Re: Capital: Jamie & Seven Friday night
There wasn't a lot of interpreting. Like, Jamie didn't KNOW what he thought in the unsettled drift of his own gaze over the car, Seven's hands wrapped around the wheel, the way his face opened up toward Jamie like shit could slide, unbroken between the last time he'd seen the guy mashed into the carpet and this like, totally together version of Seven that had all that shit folded away. Maybe it was just the first time he'd seen the guy without like, watching shadow climb him like a tree or watching whatever was riding him melt, like snow off a sidewalk. Jamie didn't know what he was waiting for exactly. What shit would be visible in a second that wasn't like, right now. Uncertainty skipped up his vertebrae, and he didn't shiver but it settled on his shoulders like ash maybe, dust.
He didn't answer. Like, he didn't know right now, the thought he'd had in the dark on the couch with the screen yawning bright in front of him was unclear, clotted around the guy sat in the car in front of him. Jamie moved instead. Like, commitment to a direction, any direction and he opened the back door instead of the front and let the bag on his shoulder slide down his arm until he gripped the strap and could toss it across the backseat. He didn't look for like, evidence of the kid's presence or the lack of it. Jamie deliberately didn't think - and then he did, like muscle-memory giving way to deliberation. He looked. There was no issue with looking, if he was cool with this.
"Why were you going to get a hotel-room?" It wasn't an answer, it was another question. He let the door slam on the backseat and the bag, and stood at the side of Seven's window, just long enough to listen. "Doesn't suck." Another smile, glimmered, bounced like a coin into a cup. He didn't know, but like, Jamie flexed the same muscle that was deliberate. It wasn't like getting picked up side of the road by a rich guy in a car that hummed for real. Idiot nerves like, fluttered on the back of his tongue, clogged his throat and he didn't know why. Jamie wrapped chill around him like a blanket, and dropped off the curb to circle the car, and let the music pour out the door as he opened it.
"Hi. Your taste in music isn't like, objectively shitty. You're already way higher rated than my last Uber."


▸ WHAT YOU ARE ASKED TO DO:
Retype, word for word, every line starting at the line with "Give me 'clothing' bounding box." and ending with the final line of the entries; skip the pictures.

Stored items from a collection

-- Opening Marker --

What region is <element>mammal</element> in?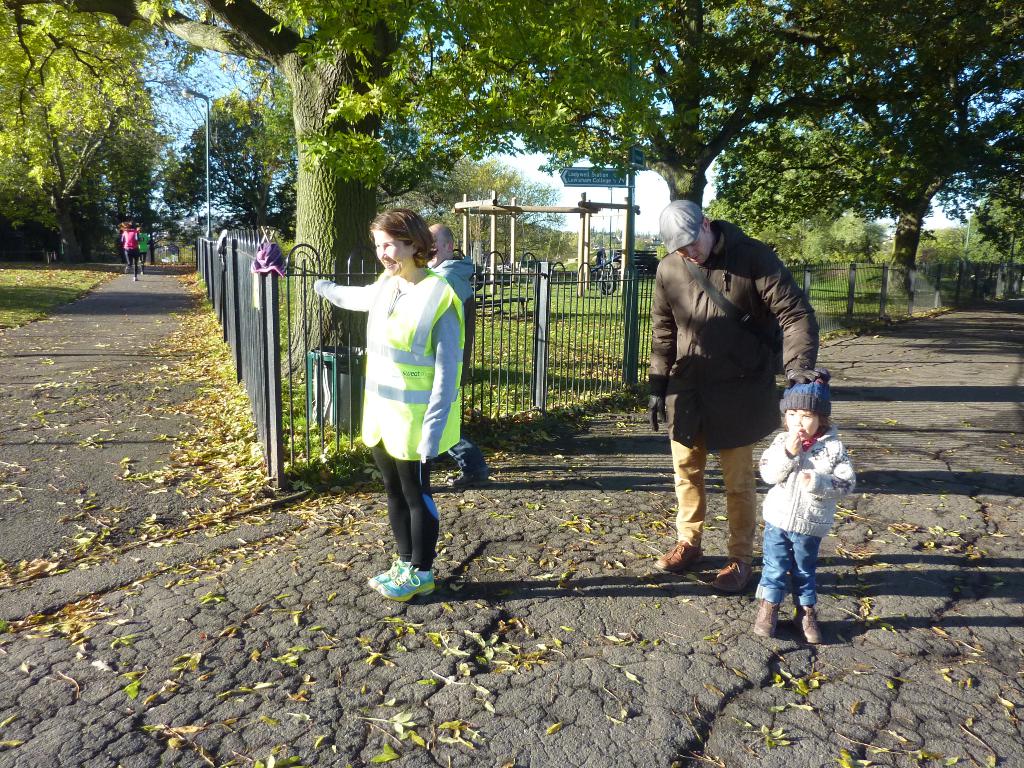
select_region(134, 223, 152, 271).
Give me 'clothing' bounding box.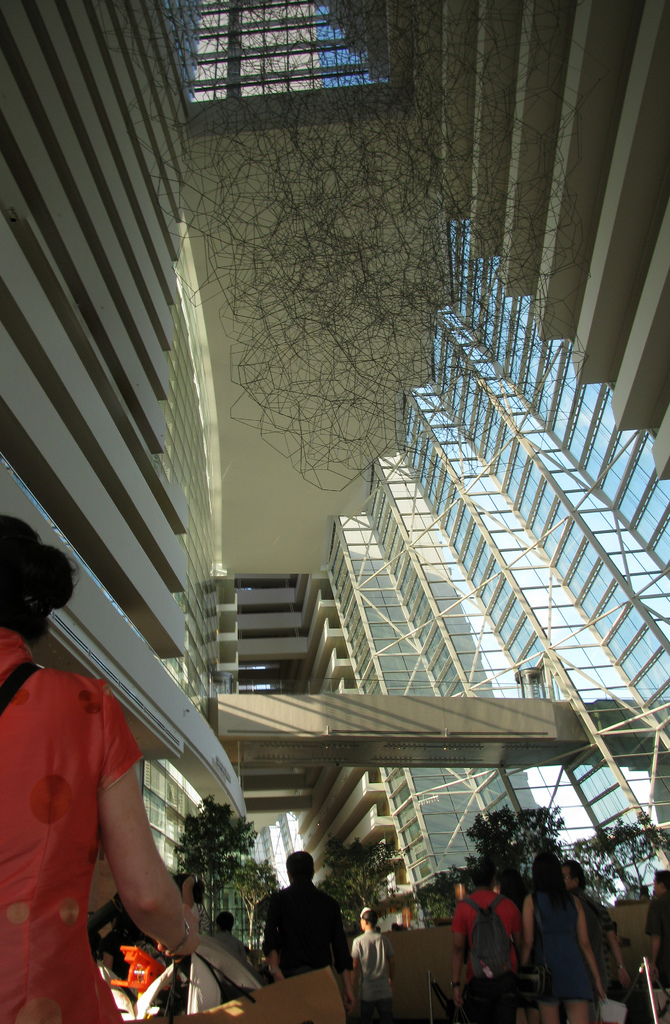
[left=268, top=888, right=354, bottom=977].
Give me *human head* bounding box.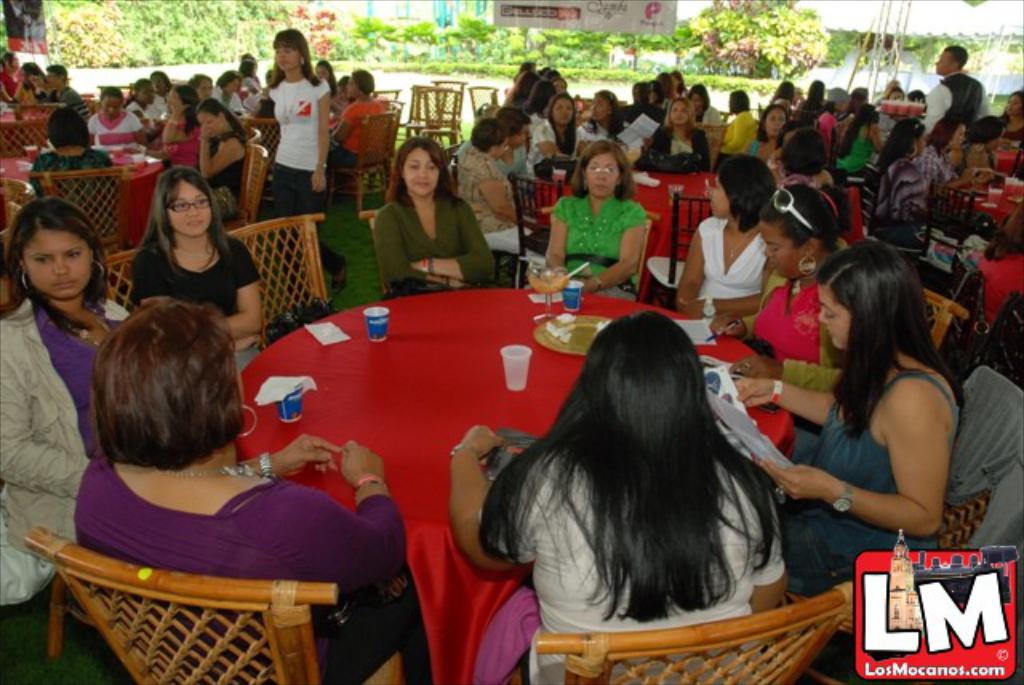
<region>774, 120, 808, 141</region>.
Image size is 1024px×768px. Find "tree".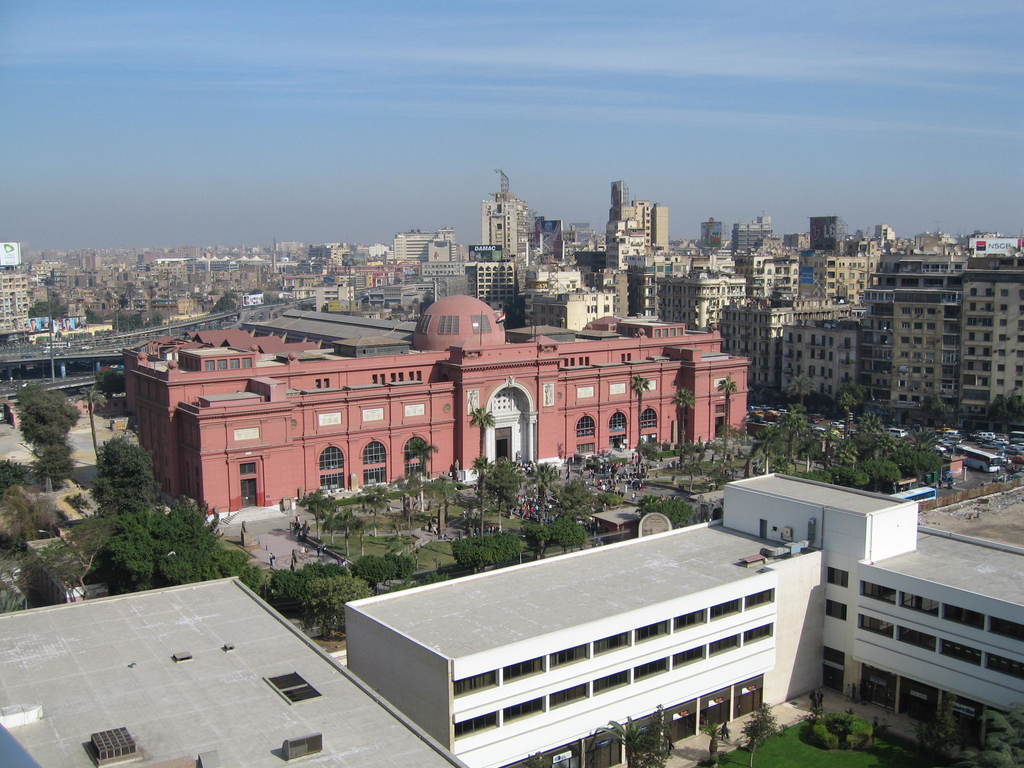
Rect(471, 401, 491, 461).
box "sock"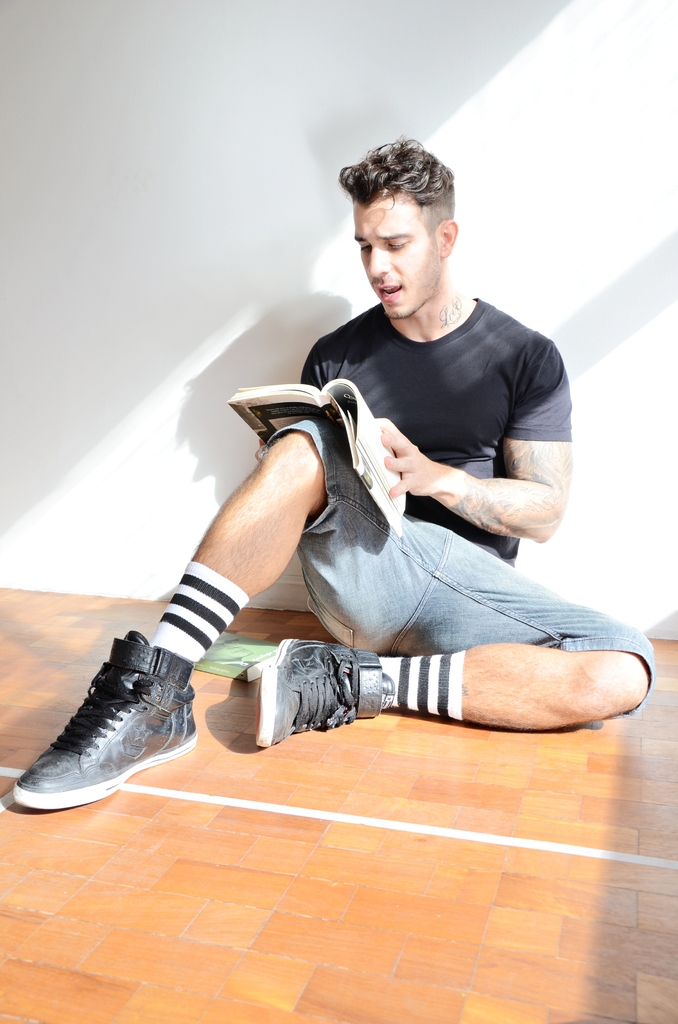
147/559/251/660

-- Closing Marker --

▸ ANSWER SPACE:
Give me 'clothing' bounding box.
[left=268, top=888, right=354, bottom=977].
Give me *human head* bounding box.
<region>774, 120, 808, 141</region>.
Image size is 1024px×768px. Find "tree".
Rect(471, 401, 491, 461).
box "sock"
147/559/251/660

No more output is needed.